Worm Breeder's Gazette 8(1): 33
These abstracts should not be cited in bibliographies. Material contained herein should be treated as personal communication and should be cited as such only with the consent of the author.
At the May, 1983 Worm Meetings, I described 2-nm filaments found in the pseudopods of crawling sperm. Recently, much better images of these filaments have been obtained by fixing intact crawling cells on nickel grids, positive staining with uranyl acetate, and critical- point drying.

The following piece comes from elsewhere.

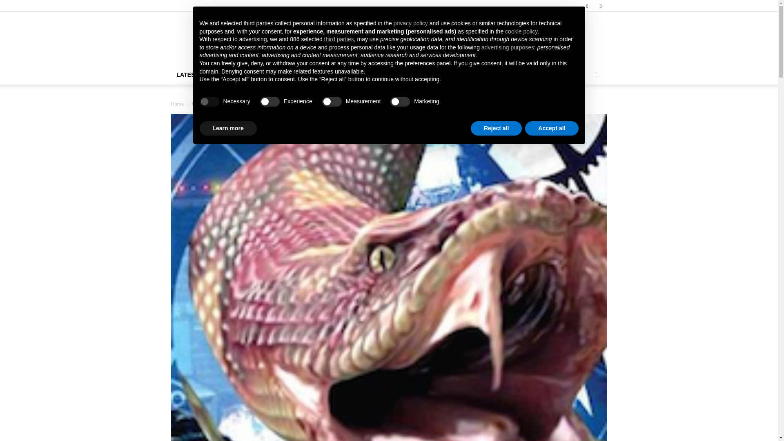 The image size is (784, 441). What do you see at coordinates (445, 74) in the screenshot?
I see `BIG FINISH` at bounding box center [445, 74].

Sperm flatten their pseudopods when they crawl ( thickness ~1-2 m) so that the edges of the pseudopod of whole cells can be studied in a conventional electron microscope operated at 100 KV. These intact cells contain an impressive array of 2-nm filaments surrounded by the amorphous, granular pseudopod cytoplasm. The filaments are relatively short ( 100 nm) and are most oriented nearly parallel to the long axis of the cell. I often find several filaments of about the same length lying parallel to one another but have not seen any interconnections between them. Many of the filaments at the very edge of the pseudopod abut the cytoplasmic face of the plasma membrane. One sidelight of this work has been the continued, consistent failure to find filamentous actin. Sperm clearly lack F- actin and, therefore, must use a different mechanism to crawl. The polypeptide that makes up the 2-nm filaments has not yet been identified. Major sperm protein, described by Mike Klass, remains the leading candidate based on its abundance, its localization in the pseudopod, and its colocalization (by immunofluorescence) with filamentous structures in fibrous bodies of spermatocytes (Ward and Klass, 1982, Dev. Biol. 92: 203-208). I have been trying to immunolabel the 2-nm filaments with an antibody to MSP (we have both a polyclonal rabbit anti-MSP, obtained from Sam Ward, and a new monoclonal anti-MSP generated in our lab). This approach has been hindered by my inability to remove the granular cytoplasm surrounding the filaments without extracting the filaments as well. Recently, I have found that 10-30 min fixation in formaldehyde followed by extraction in Triton X-100 lyses the plasma membrane and removes much of the pseudopod cytoplasm. The pseudopod remnant consists of a honeycomb-like arrangement of cytoplasm which contains numerous 2-nm filaments. These filaments may be sufficiently freed of surrounding cytoplasm to label them convincingly with ferritin- or gold-conjugated antibodies.